Data card – Lithuania
Preliminary HICP +1.6% m/m | HICP +4.5% y/y | Diesel +26.1% y/y | Petrol +13.8% y/y
Structural explanation
The March data suggest that fuel was a common inflation driver across all three Baltic states, but the statistical effect differed by country. Latvia showed the shock most directly through retail fuel prices. Estonia showed how the same shock fed into transport inflation, while the overall CPI result was softened by falling electricity prices. Lithuania, in turn, showed the fuel effect through a preliminary HICP contribution breakdown rather than through a standalone fuel release.

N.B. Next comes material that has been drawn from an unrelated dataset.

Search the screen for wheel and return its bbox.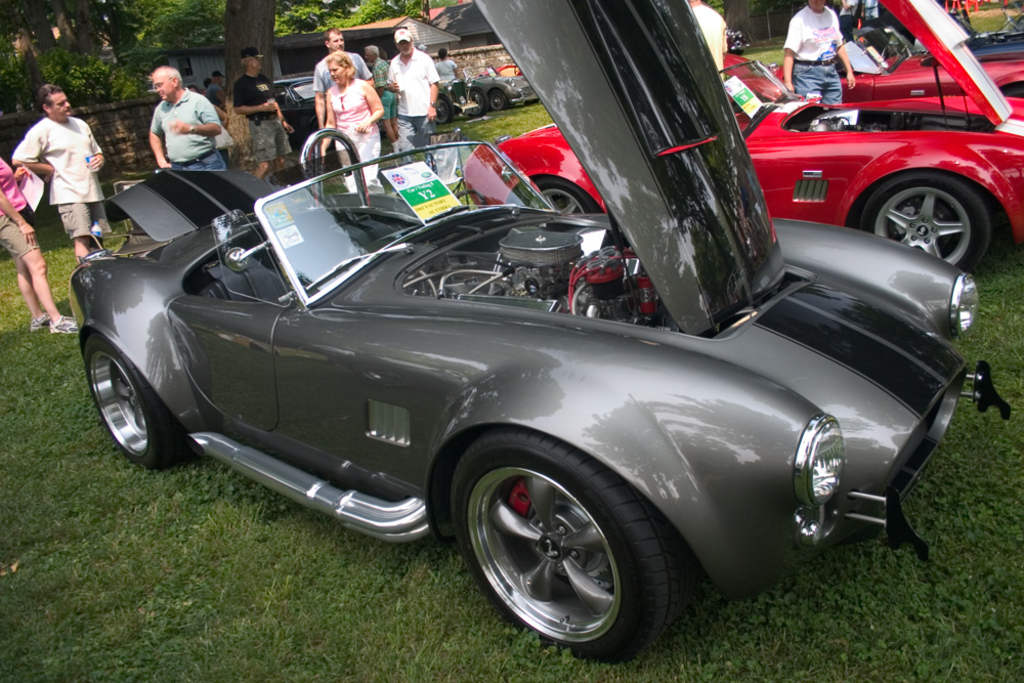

In other words, the regional signal was shared, but the statistical expression was not identical.
What to note after the text
Lithuania’s March block should be treated as a preliminary estimate and visually separated from the Latvia and Estonia sections. That is not a weakness of the story – it is an important methodological note. The comparison works best when framed as a review of how fuel contributed to March inflation, not as a perfectly uniform three-country price comparison.